The government-dictated lockdowns and restrictions and mandates implemented to combat the pandemic provided fertile fuel for a firestorm of extremist rhetoric and actions that have pitted American against each other. For most of my life, Republicans and Democrats staked out their positions without acting as if they were mortal enemies. That’s no longer the case. Officials who have acted to protect public health have been hung or burned in effigy, and to those opposed to any restrictions, those who support them are un-American, anti-freedom, socialists, fascists, etc. They’re the enemies of America and “true” American “patriots.”

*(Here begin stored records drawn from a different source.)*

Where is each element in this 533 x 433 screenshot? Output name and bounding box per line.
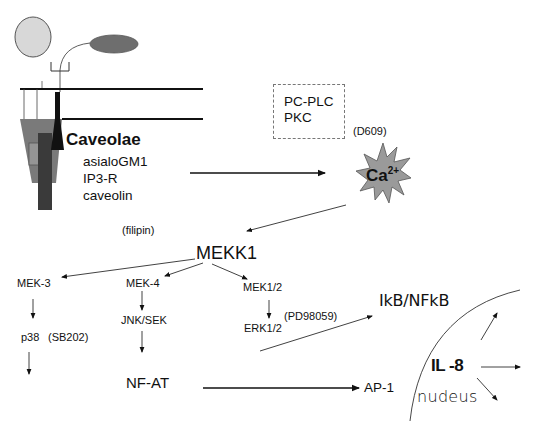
- calcium-charge: 2+: [388, 165, 399, 176]
- ligand-dark-oval: [90, 35, 138, 53]
- pd98059-inhibitor-label: (PD98059): [284, 311, 337, 322]
- caveola-dark-bar: [38, 133, 52, 210]
- pcplc-label: PC-PLC: [284, 95, 334, 109]
- p38-label: p38: [21, 332, 39, 343]
- caveolin-stem: [55, 92, 60, 120]
- filipin-inhibitor-label: (filipin): [122, 225, 154, 236]
- il8-gene-label: IL -8: [431, 357, 463, 374]
- arrow-il8-down: [477, 378, 497, 400]
- arrow-ca-to-mekk1: [247, 205, 346, 231]
- ip3r-label: IP3-R: [83, 172, 118, 186]
- calcium-base: Ca: [366, 166, 388, 185]
- caveolin-label: caveolin: [83, 189, 133, 203]
- ligand-tether-curve: [60, 43, 90, 70]
- asialogm1-label: asialoGM1: [83, 155, 148, 169]
- mekk1-label: MEKK1: [196, 244, 257, 262]
- mek12-label: MEK1/2: [243, 282, 282, 293]
- sb202-inhibitor-label: (SB202): [48, 332, 88, 343]
- ikb-nfkb-label: IkB/NFkB: [379, 293, 449, 309]
- mek4-label: MEK-4: [126, 278, 160, 289]
- mek3-label: MEK-3: [17, 278, 51, 289]
- arrow-mekk1-to-mek4: [165, 263, 203, 276]
- d609-inhibitor-label: (D609): [353, 126, 387, 137]
- arrow-mekk1-to-mek3: [62, 259, 195, 277]
- nfat-label: NF-AT: [126, 375, 169, 390]
- pkc-label: PKC: [284, 111, 312, 125]
- erk12-label: ERK1/2: [244, 323, 282, 334]
- ligand-light-oval: [15, 17, 51, 57]
- caveolae-label: Caveolae: [66, 131, 141, 148]
- ap1-label: AP-1: [364, 381, 394, 395]
- calcium-label: Ca2+: [366, 166, 399, 184]
- arrow-il8-up: [481, 313, 497, 340]
- jnk-sek-label: JNK/SEK: [121, 315, 167, 326]
- arrow-mekk1-to-mek12: [212, 264, 247, 279]
- nucleus-label: nudeus: [417, 389, 478, 405]
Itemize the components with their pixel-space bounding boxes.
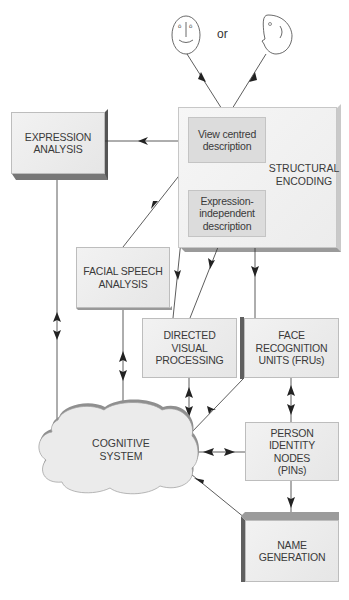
fru-line1: FACE	[278, 329, 305, 342]
fru-line3: UNITS (FRUs)	[259, 354, 325, 367]
cognitive-system-line2: SYSTEM	[85, 450, 157, 463]
structural-encoding-line2: ENCODING	[268, 175, 340, 188]
expression-independent-description-box: Expression- independent description	[188, 190, 266, 237]
directed-visual-line3: PROCESSING	[155, 354, 223, 367]
pin-line2: IDENTITY	[269, 439, 315, 452]
name-generation-line2: GENERATION	[259, 551, 326, 564]
cognitive-system-line1: COGNITIVE	[85, 437, 157, 450]
directed-visual-line2: VISUAL	[171, 342, 207, 355]
diagram-connections: ō ō	[0, 0, 349, 600]
or-label: or	[217, 27, 228, 41]
expression-analysis-line1: EXPRESSION	[25, 131, 91, 144]
pin-line1: PERSON	[270, 427, 313, 440]
name-generation-box: NAME GENERATION	[245, 520, 339, 582]
expression-independent-line2: independent	[199, 207, 255, 220]
facial-speech-line2: ANALYSIS	[99, 278, 148, 291]
expression-analysis-box: EXPRESSION ANALYSIS	[11, 112, 105, 174]
front-face-icon: ō ō	[172, 16, 200, 54]
directed-visual-line1: DIRECTED	[163, 329, 215, 342]
pin-line3: NODES	[274, 452, 310, 465]
structural-encoding-label: STRUCTURAL ENCODING	[268, 162, 340, 187]
expression-independent-line1: Expression-	[200, 195, 253, 208]
face-recognition-units-box: FACE RECOGNITION UNITS (FRUs)	[244, 318, 339, 378]
structural-encoding-line1: STRUCTURAL	[268, 162, 340, 175]
cognitive-system-label: COGNITIVE SYSTEM	[85, 437, 157, 462]
name-generation-line1: NAME	[277, 539, 307, 552]
pin-line4: (PINs)	[278, 464, 307, 477]
view-centred-line2: description	[203, 140, 252, 153]
expression-analysis-line2: ANALYSIS	[34, 143, 83, 156]
facial-speech-line1: FACIAL SPEECH	[83, 265, 162, 278]
profile-face-icon	[262, 15, 292, 54]
facial-speech-analysis-box: FACIAL SPEECH ANALYSIS	[76, 247, 170, 308]
expression-independent-line3: description	[203, 220, 252, 233]
view-centred-description-box: View centred description	[188, 117, 266, 163]
view-centred-line1: View centred	[198, 128, 256, 141]
fru-line2: RECOGNITION	[256, 342, 328, 355]
person-identity-nodes-box: PERSON IDENTITY NODES (PINs)	[245, 422, 339, 481]
directed-visual-processing-box: DIRECTED VISUAL PROCESSING	[142, 318, 237, 378]
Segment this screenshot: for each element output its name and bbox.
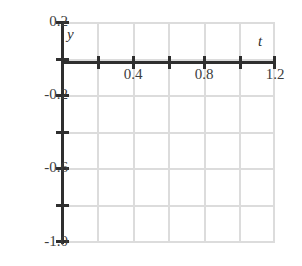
y-axis-tick-label: -0.6 <box>16 159 68 176</box>
gridline-horizontal <box>62 132 275 134</box>
y-axis-tick <box>56 58 69 61</box>
x-axis-tick <box>97 56 100 69</box>
x-axis-tick-label: 1.2 <box>255 66 295 83</box>
y-axis-variable-label: y <box>67 26 74 43</box>
y-axis-tick <box>56 204 69 207</box>
x-axis-tick-label: 0.8 <box>184 66 224 83</box>
gridline-horizontal <box>62 168 275 170</box>
x-axis-tick <box>168 56 171 69</box>
y-axis-tick-label: -1.0 <box>16 233 68 250</box>
x-axis-tick <box>239 56 242 69</box>
gridline-horizontal <box>62 95 275 97</box>
y-axis-tick <box>56 131 69 134</box>
gridline-horizontal <box>62 205 275 207</box>
gridline-horizontal <box>62 22 275 24</box>
x-axis-tick-label: 0.4 <box>113 66 153 83</box>
y-axis-tick-label: 0.2 <box>16 13 68 30</box>
y-axis-tick-label: -0.2 <box>16 86 68 103</box>
gridline-horizontal <box>62 241 275 243</box>
x-axis-variable-label: t <box>258 33 262 50</box>
chart-figure: 0.4 0.8 1.2 0.2 -0.2 -0.6 -1.0 y t <box>0 0 302 266</box>
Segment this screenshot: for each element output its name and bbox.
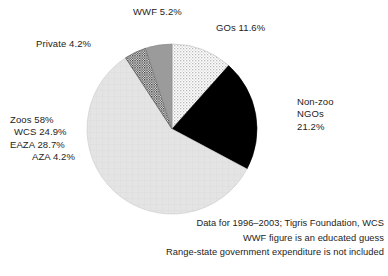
chart-footnotes: Data for 1996–2003; Tigris Foundation, W…	[120, 216, 384, 260]
slice-label-private: Private 4.2%	[36, 38, 91, 50]
slice-label-zoos-wcs: WCS 24.9%	[10, 126, 75, 138]
slice-label-non-zoo-ngos: Non-zoo NGOs 21.2%	[297, 96, 334, 133]
pie-chart-figure: WWF 5.2% GOs 11.6% Private 4.2% Non-zoo …	[0, 0, 388, 276]
slice-label-non-zoo-line-1: Non-zoo	[297, 96, 334, 108]
slice-label-zoos-eaza: EAZA 28.7%	[10, 139, 75, 151]
footnote-wwf-estimate: WWF figure is an educated guess	[120, 231, 384, 246]
footnote-data-source: Data for 1996–2003; Tigris Foundation, W…	[120, 216, 384, 231]
slice-label-non-zoo-line-3: 21.2%	[297, 121, 334, 133]
slice-label-zoos-total: Zoos 58%	[10, 114, 75, 126]
slice-label-zoos-aza: AZA 4.2%	[10, 151, 75, 163]
slice-label-zoos-group: Zoos 58% WCS 24.9% EAZA 28.7% AZA 4.2%	[10, 114, 75, 164]
slice-label-non-zoo-line-2: NGOs	[297, 108, 334, 120]
slice-label-wwf: WWF 5.2%	[133, 6, 182, 18]
slice-label-gos: GOs 11.6%	[216, 22, 265, 34]
footnote-exclusion-note: Range-state government expenditure is no…	[120, 245, 384, 260]
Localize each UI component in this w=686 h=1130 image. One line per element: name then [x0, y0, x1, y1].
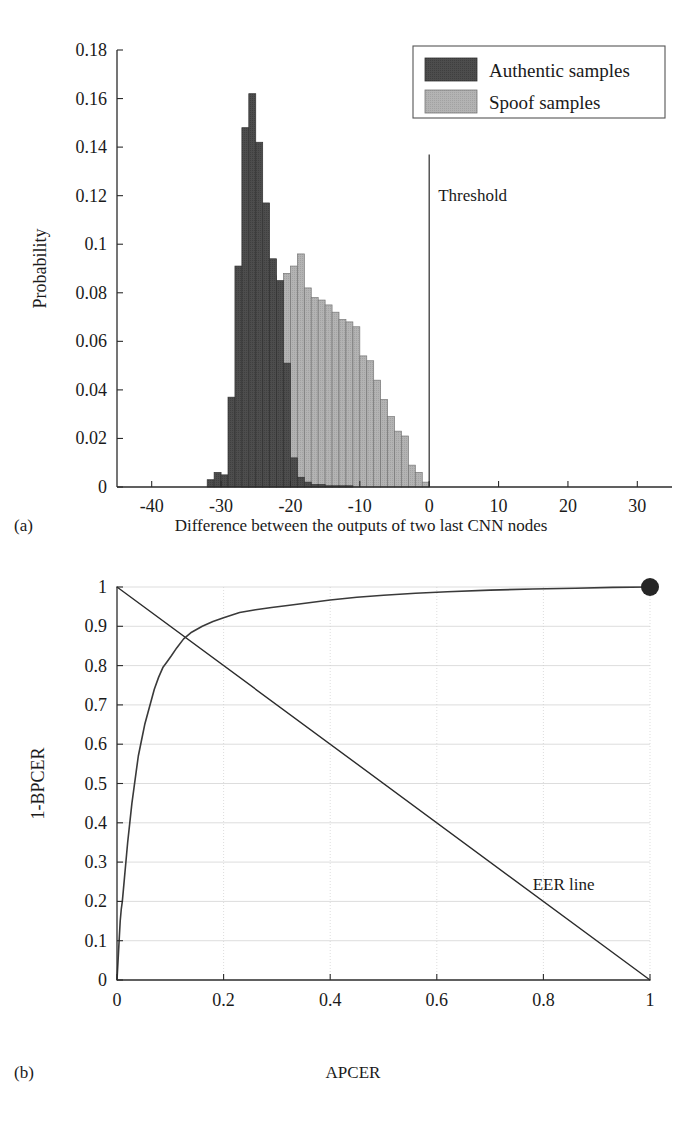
x-tick-label: 0.4: [319, 990, 342, 1010]
x-tick-label: -30: [209, 496, 233, 516]
legend: Authentic samplesSpoof samples: [413, 46, 665, 118]
histogram-bar: [290, 458, 297, 487]
histogram-bar: [415, 472, 422, 487]
histogram-bar: [284, 363, 291, 487]
y-tick-label: 0.3: [85, 852, 108, 872]
histogram-bar: [249, 94, 256, 487]
histogram-bar: [214, 472, 221, 487]
histogram-bar: [290, 266, 297, 487]
x-tick-label: 0: [113, 990, 122, 1010]
histogram-bar: [207, 480, 214, 487]
histogram-bar: [353, 327, 360, 487]
histogram-bar: [339, 319, 346, 487]
histogram-bar: [332, 312, 339, 487]
histogram-bar: [297, 254, 304, 487]
x-tick-label: -20: [278, 496, 302, 516]
legend-swatch: [425, 90, 477, 113]
y-tick-label: 1: [98, 577, 107, 597]
histogram-bar: [277, 281, 284, 487]
legend-label: Authentic samples: [489, 60, 630, 81]
roc-chart: EER line00.10.20.30.40.50.60.70.80.9100.…: [0, 565, 686, 1130]
panel-b-roc: EER line00.10.20.30.40.50.60.70.80.9100.…: [0, 565, 686, 1130]
histogram-bar: [381, 400, 388, 487]
y-tick-label: 0.7: [85, 695, 108, 715]
histogram-bar: [367, 361, 374, 487]
threshold-label: Threshold: [438, 186, 507, 205]
histogram-bar: [256, 142, 263, 487]
legend-swatch: [425, 58, 477, 81]
eer-line-label: EER line: [533, 875, 595, 894]
histogram-bar: [401, 436, 408, 487]
histogram-bar: [304, 482, 311, 487]
y-tick-label: 0.9: [85, 616, 108, 636]
y-tick-label: 0.4: [85, 813, 108, 833]
histogram-bar: [304, 288, 311, 487]
y-tick-label: 0.1: [85, 234, 108, 254]
x-tick-label: -10: [348, 496, 372, 516]
histogram-bar: [221, 475, 228, 487]
x-tick-label: 0: [425, 496, 434, 516]
panel-a-histogram: Threshold00.020.040.060.080.10.120.140.1…: [0, 0, 686, 565]
panel-b-caption-text: APCER: [10, 1063, 686, 1083]
histogram-bar: [360, 356, 367, 487]
y-tick-label: 0: [98, 970, 107, 990]
y-tick-label: 0.6: [85, 734, 108, 754]
y-tick-label: 0.08: [76, 283, 108, 303]
y-tick-label: 0.8: [85, 656, 108, 676]
histogram-bar: [422, 482, 429, 487]
y-tick-label: 0.12: [76, 186, 108, 206]
histogram-bar: [395, 431, 402, 487]
x-tick-label: 0.8: [532, 990, 555, 1010]
histogram-bar: [242, 128, 249, 487]
x-tick-label: 0.2: [212, 990, 235, 1010]
x-tick-label: 20: [559, 496, 577, 516]
histogram-bar: [228, 397, 235, 487]
y-tick-label: 0.1: [85, 931, 108, 951]
y-axis-title: 1-BPCER: [28, 747, 48, 819]
y-tick-label: 0.02: [76, 428, 108, 448]
x-tick-label: 30: [628, 496, 646, 516]
histogram-bar: [388, 417, 395, 487]
histogram-bar: [311, 298, 318, 487]
y-tick-label: 0.16: [76, 89, 108, 109]
histogram-bar: [325, 305, 332, 487]
y-tick-label: 0.5: [85, 774, 108, 794]
y-tick-label: 0.04: [76, 380, 108, 400]
histogram-bar: [297, 477, 304, 487]
roc-plot-area: EER line00.10.20.30.40.50.60.70.80.9100.…: [85, 577, 660, 1010]
figure-container: Threshold00.020.040.060.080.10.120.140.1…: [0, 0, 686, 1130]
y-tick-label: 0.06: [76, 331, 108, 351]
panel-a-caption-text: Difference between the outputs of two la…: [18, 516, 686, 536]
histogram-chart: Threshold00.020.040.060.080.10.120.140.1…: [0, 0, 686, 565]
y-tick-label: 0.14: [76, 137, 108, 157]
histogram-bar: [270, 259, 277, 487]
x-tick-label: 0.6: [426, 990, 449, 1010]
histogram-bar: [374, 380, 381, 487]
y-tick-label: 0: [98, 477, 107, 497]
histogram-bar: [408, 465, 415, 487]
y-tick-label: 0.18: [76, 40, 108, 60]
x-tick-label: -40: [140, 496, 164, 516]
histogram-bar: [235, 266, 242, 487]
legend-label: Spoof samples: [489, 92, 600, 113]
x-tick-label: 10: [490, 496, 508, 516]
histogram-bar: [346, 322, 353, 487]
histogram-bar: [318, 300, 325, 487]
roc-endpoint-marker: [641, 578, 659, 596]
y-axis-title: Probability: [30, 229, 50, 309]
histogram-bar: [263, 203, 270, 487]
y-tick-label: 0.2: [85, 891, 108, 911]
x-tick-label: 1: [646, 990, 655, 1010]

Of course, this is something that goes well beyond mere reactions to the pandemic. Some would blame Donald Trump, but I see him more as a dangerous and willing catalyst for extremism that had been building well before his first campaign for president.
Trump didn’t create the discontent, but he embraced it, amplified it, gave voice to it at the highest level. He demonized his opponents as un-American, right down to a campaign survey where respondents were given the choice to identify as “American” or “Democrat.” He won the embrace of evangelical Christians who would have scorned any Democrat who behaved as he did as the Antichrist.
His deliberate self-aggrandizing and malicious attempts to undermine the integrity of our electoral system, to proclaim that he could only lose if there was massive voter fraud and then persist in his fraudulent claim that it happened despite any evidence at all, have caused the U.S. Capitol to come under violent siege and threatened the very foundation of our representative democracy.
These divisions are difficult enough to deal with in “normal” times. With the added stress and uncertainties of the pandemic sapping our strength and vision, it’s virtually impossible to make any headway.
And so, the image of Johnny-on-the-Spots going up in flames rings too sadly true for the present day.
But now is that time of year we always look to the future. It’s a time we engage in the age-old tradition of making resolutions for a new year, to do something to better ourselves and our communities.
Now, more than ever, we need resolve. Resolve to minimize our differences. Resolve to rediscover those things which cause us to reach for a common good. Resolve to rid ourselves of hate and willful ignorance.
And to do that, I can think of no better New Year’s resolution for us all than to suggest these very familiar, very American words, with the hope that each of us will embrace the ideals they embody in our simple everyday interactions and long-term aspirations for ourselves, our neighbors, and our fellow Americans:
“RESOLVED: “We the People of the United States RESOLVE to form a more perfect Union, establish Justice, insure domestic Tranquility, provide for the common defense, promote the general Welfare, and secure the Blessings of Liberty to ourselves and our Posterity.”